Updated

The state of Alaska plans to aggressively market a 14.7 million-acre lease sale announced Thursday in hopes of attracting new oil and natural gas development on state lands and waters.

Acreage involved in the Oct. 26 sale is roughly the size of Massachusetts, Vermont and Connecticut combined, and includes 2 million acres in the Beaufort Sea. There are also leases adjacent to the federally controlled Arctic National Wildlife Refuge and the National Petroleum Reserve-Alaska.

Congress would have to allow drilling in areas such as the refuge, but Alaska's Department of Natural Resources said developers drilling on nearby state leases could draw untapped oil from beneath the federal lands.

Such lease sales aren't new and have drawn mixed interest in recent years.

Still the state is making an effort to encourage development on its lands, while pushing for more drilling on federal lands to increase domestic oil and gas production and help meet Gov. Sean Parnell's audacious goal of boosting oil flow through the trans-Alaska pipeline to 1 million barrels a day within the decade.

Oil production in the state has been declining, and the average flow rate through the pipeline so far this year is about 596,400 barrels a day. The pipeline carries at least 10 percent of the nation's crude oil production, on average.

The upcoming sale was announced by Dan Sullivan, commissioner of the state Department of Natural Resources.

The department described the oil potential in the lease sale as enormous. For example, it cited an analysis that estimated roughly three to six billion barrels of undiscovered, technically recoverable oil, and 24 to 44 trillion cubic feet of natural gas on state and Alaska Native-owned lands between the petroleum reserve and the wildlife refuge.

Lt. Gov. Mead Treadwell said the Republican governor is trying to force the issue of developing in places such as the refuge in ways that other governors haven't.

U.S. Sen. Mark Begich, D-Alaska, said he was pleased the state is doing "its share to get our oil and gas resources developed, bringing energy security and jobs to Alaskans and across the country."

He said he will keep working with the rest of the state's congressional delegation to remove federal roadblocks to development in Alaska and keep pressing the Obama administration to follow through on commitments for energy development in Alaska.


What to produce ::
Return the complete listing exactly as it reads, with each picture removed.

The data ::

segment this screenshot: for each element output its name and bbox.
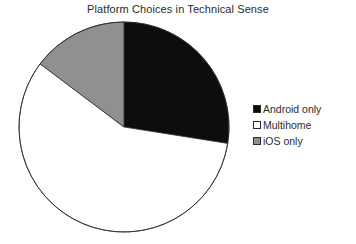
legend-label-ios-only: iOS only xyxy=(263,136,303,147)
legend-label-multihome: Multihome xyxy=(263,120,311,131)
pie-svg xyxy=(0,0,250,244)
chart-legend: Android only Multihome iOS only xyxy=(253,101,353,149)
pie-plot-area xyxy=(0,0,250,244)
legend-item-multihome[interactable]: Multihome xyxy=(253,117,353,133)
pie-chart-figure: Platform Choices in Technical Sense Andr… xyxy=(0,0,356,244)
legend-swatch-icon-ios-only xyxy=(253,137,261,145)
pie-slices-group xyxy=(19,22,229,232)
legend-label-android-only: Android only xyxy=(263,104,321,115)
pie-slice-android-only[interactable] xyxy=(124,22,229,143)
legend-item-ios-only[interactable]: iOS only xyxy=(253,133,353,149)
legend-swatch-icon-multihome xyxy=(253,121,261,129)
legend-swatch-icon-android-only xyxy=(253,105,261,113)
legend-item-android-only[interactable]: Android only xyxy=(253,101,353,117)
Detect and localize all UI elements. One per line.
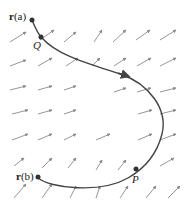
label-r-b: r(b) [16, 171, 34, 182]
point-r-a [30, 18, 35, 23]
label-r-a-arg: (a) [14, 10, 26, 22]
curve-C [32, 20, 163, 188]
label-Q: Q [33, 40, 41, 51]
label-r-a: r(a) [9, 11, 26, 22]
point-P [134, 167, 139, 172]
label-Q-text: Q [33, 39, 41, 51]
label-P-text: P [132, 173, 139, 185]
vector-field-arrows [10, 30, 180, 198]
label-P: P [132, 174, 139, 185]
label-r-b-arg: (b) [21, 170, 34, 182]
point-r-b [36, 175, 41, 180]
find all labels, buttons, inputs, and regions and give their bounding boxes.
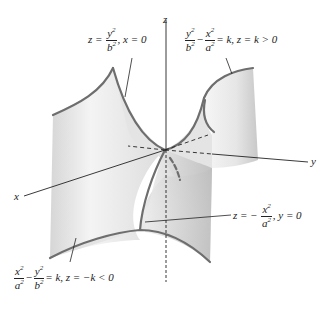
saddle-diagram [0, 0, 332, 310]
label-trace-x0: z = y2b2, x = 0 [88, 28, 146, 53]
label-trace-zk-pos: y2b2−x2a2= k, z = k > 0 [184, 28, 277, 53]
y-axis-label: y [311, 156, 316, 167]
x-axis-label: x [14, 191, 19, 202]
leader-x0 [125, 58, 132, 97]
label-trace-y0: z = − x2a2, y = 0 [233, 204, 302, 229]
z-axis-label: z [163, 14, 167, 25]
label-trace-zk-neg: x2a2−y2b2= k, z = −k < 0 [13, 266, 114, 291]
surface-right-lower [145, 150, 212, 262]
leader-zk-pos [226, 58, 232, 74]
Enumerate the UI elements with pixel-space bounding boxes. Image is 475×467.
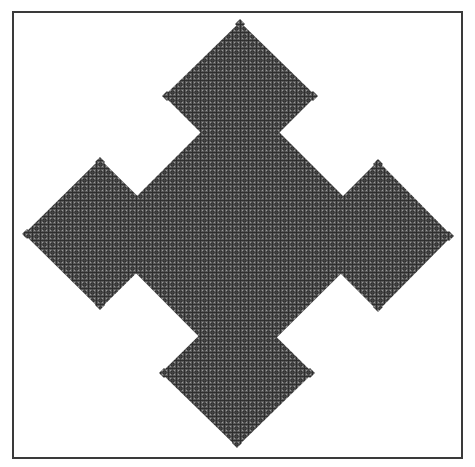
- fractal-svg: [0, 0, 475, 467]
- fractal-shapes: [22, 19, 454, 448]
- fractal-figure: Fractal of nested rotated squares (diamo…: [0, 0, 475, 467]
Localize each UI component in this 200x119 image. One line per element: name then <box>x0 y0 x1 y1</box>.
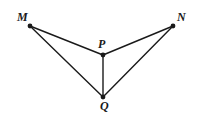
vertex-label-N: N <box>177 11 186 23</box>
vertex-point-M <box>28 24 33 29</box>
vertex-point-N <box>171 24 176 29</box>
geometry-figure: M N P Q <box>0 0 200 119</box>
vertex-label-M: M <box>17 11 28 23</box>
segment-QN <box>103 26 173 97</box>
segment-PN <box>103 26 173 55</box>
vertex-group <box>28 24 176 100</box>
segment-MP <box>30 26 103 55</box>
vertex-label-P: P <box>98 38 105 50</box>
vertex-point-P <box>101 53 106 58</box>
vertex-label-Q: Q <box>100 100 109 112</box>
segment-MQ <box>30 26 103 97</box>
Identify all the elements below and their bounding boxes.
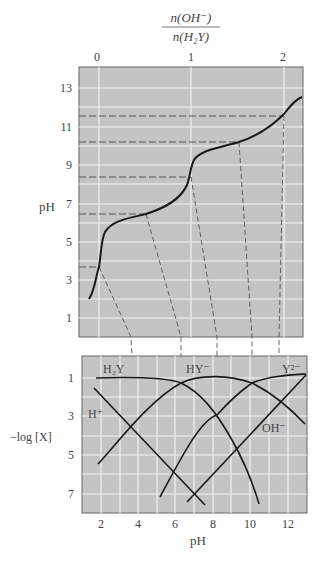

Answer ::
segment this screenshot: for each element output its name and bbox.
legend-label-ios-only: iOS only xyxy=(263,136,303,147)
legend-label-multihome: Multihome xyxy=(263,120,311,131)
pie-svg xyxy=(0,0,250,244)
chart-legend: Android only Multihome iOS only xyxy=(253,101,353,149)
pie-plot-area xyxy=(0,0,250,244)
legend-item-multihome[interactable]: Multihome xyxy=(253,117,353,133)
pie-chart-figure: Platform Choices in Technical Sense Andr… xyxy=(0,0,356,244)
legend-swatch-icon-ios-only xyxy=(253,137,261,145)
pie-slices-group xyxy=(19,22,229,232)
legend-label-android-only: Android only xyxy=(263,104,321,115)
pie-slice-android-only[interactable] xyxy=(124,22,229,143)
legend-item-ios-only[interactable]: iOS only xyxy=(253,133,353,149)
legend-swatch-icon-multihome xyxy=(253,121,261,129)
legend-swatch-icon-android-only xyxy=(253,105,261,113)
legend-item-android-only[interactable]: Android only xyxy=(253,101,353,117)
Detect and localize all UI elements. One per line.
label-r-b: r(b) [16, 171, 34, 182]
point-r-a [30, 18, 35, 23]
label-r-a-arg: (a) [14, 10, 26, 22]
curve-C [32, 20, 163, 188]
label-Q: Q [33, 40, 41, 51]
label-r-a: r(a) [9, 11, 26, 22]
point-P [134, 167, 139, 172]
label-Q-text: Q [33, 39, 41, 51]
label-P-text: P [132, 173, 139, 185]
vector-field-arrows [10, 30, 180, 198]
label-P: P [132, 174, 139, 185]
label-r-b-arg: (b) [21, 170, 34, 182]
point-r-b [36, 175, 41, 180]
find all labels, buttons, inputs, and regions and give their bounding boxes.
saddle-diagram [0, 0, 332, 310]
label-trace-x0: z = y2b2, x = 0 [88, 28, 146, 53]
label-trace-zk-pos: y2b2−x2a2= k, z = k > 0 [184, 28, 277, 53]
y-axis-label: y [311, 156, 316, 167]
x-axis-label: x [14, 191, 19, 202]
leader-x0 [125, 58, 132, 97]
label-trace-y0: z = − x2a2, y = 0 [233, 204, 302, 229]
z-axis-label: z [163, 14, 167, 25]
label-trace-zk-neg: x2a2−y2b2= k, z = −k < 0 [13, 266, 114, 291]
surface-right-lower [145, 150, 212, 262]
leader-zk-pos [226, 58, 232, 74]
Enumerate the UI elements with pixel-space bounding boxes. Image is 475×467.
- fractal-svg: [0, 0, 475, 467]
- fractal-shapes: [22, 19, 454, 448]
- fractal-figure: Fractal of nested rotated squares (diamo…: [0, 0, 475, 467]
Localize each UI component in this 200x119 image. One line per element: name then <box>x0 y0 x1 y1</box>.
vertex-label-N: N <box>177 11 186 23</box>
vertex-point-M <box>28 24 33 29</box>
vertex-point-N <box>171 24 176 29</box>
geometry-figure: M N P Q <box>0 0 200 119</box>
vertex-label-M: M <box>17 11 28 23</box>
segment-QN <box>103 26 173 97</box>
segment-PN <box>103 26 173 55</box>
vertex-group <box>28 24 176 100</box>
segment-MP <box>30 26 103 55</box>
vertex-label-P: P <box>98 38 105 50</box>
vertex-point-P <box>101 53 106 58</box>
vertex-label-Q: Q <box>100 100 109 112</box>
segment-MQ <box>30 26 103 97</box>
Identify all the elements below and their bounding boxes.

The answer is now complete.